You can use global listeners (element.addEventListener).
[target] Inside your listener, you must declare the target for each reactive state variable. It looks like data.target=tbody. You can also declare extra dependencies via a dataset if your component requires to read data hardcoded in the DOM and read them.
[state.resp] You need to return the data, normally HTML strings in the key ".resp".
[data-change] is the default callback. For example, you have a form with a data-submit:
<form id="fm" data-submit="addItem"></form>
This triggers the action below:
addItem: (e) => {
e.preventDefault();
todoState.target = ulis;
todoState.val = [...todoState.val, { id: ++i, label: inputState.val }];
fm.reset(), (inputState.val = "");
},
Since we send a new state, we want to render this new state.

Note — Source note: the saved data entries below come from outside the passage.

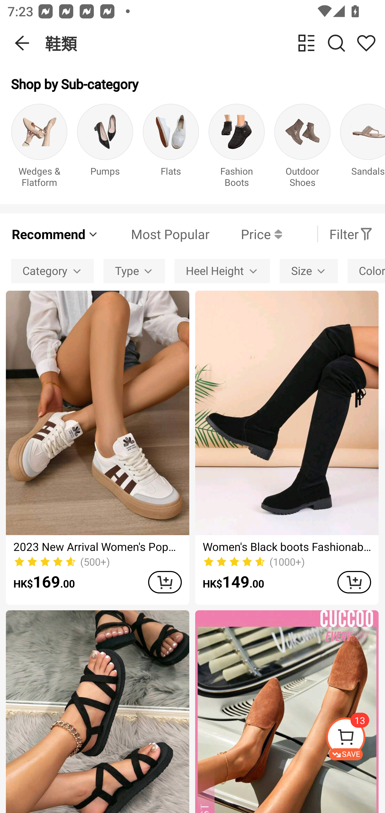 The height and width of the screenshot is (813, 385). What do you see at coordinates (55, 234) in the screenshot?
I see `Recommend` at bounding box center [55, 234]. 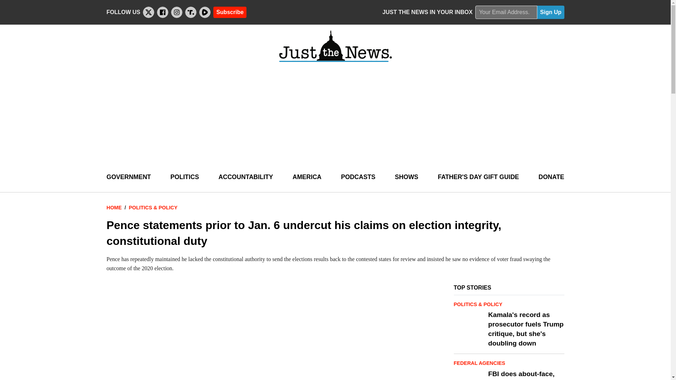 What do you see at coordinates (478, 177) in the screenshot?
I see `FATHER'S DAY GIFT GUIDE` at bounding box center [478, 177].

The target element "#ulis" contains a data-change="display":
<ul id="ulis" data-change="display"></ul>
Biny will run the callback "display":
display: () => {
todoState.target = ulis;
todoState.resp = todoState.val.map((todo) => TodoItem(todo));
},
We use the simple event loop and a "diffing function" to detect the 6 following changes made to the state: "assign", "append", "clear", "remove", "update" and "swap" (rows).
The performance is close to the Vanilla JS code specific for this test to which we compare the Biny package.
The code for the examples:
the famous counter: https://github.com/ndrean/binyJS/blob/main/examples/button.js
a Select and Datalist: https://github.com/ndrean/binyJS/blob/main/examples/select.js
a basic "todo" list: https://github.com/ndrean/binyJS/blob/main/examples/todo.js
the famous TODOMVC: https://github.com/ndrean/binyJS/blob/main/examples/todoMVC/todoMVC.js
the bench JS-framework test: https://github.com/ndrean/binyJS/blob/main/examples/jsbench/bench.js.
FAQs
yet another reactive components library
The npm package binyjs receives a total of 3 weekly downloads. As such, binyjs popularity was classified as not popular.
We found that binyjs demonstrated a not healthy version release cadence and project activity because the last version was released a year ago. It has 1 open source maintainer collaborating on the project.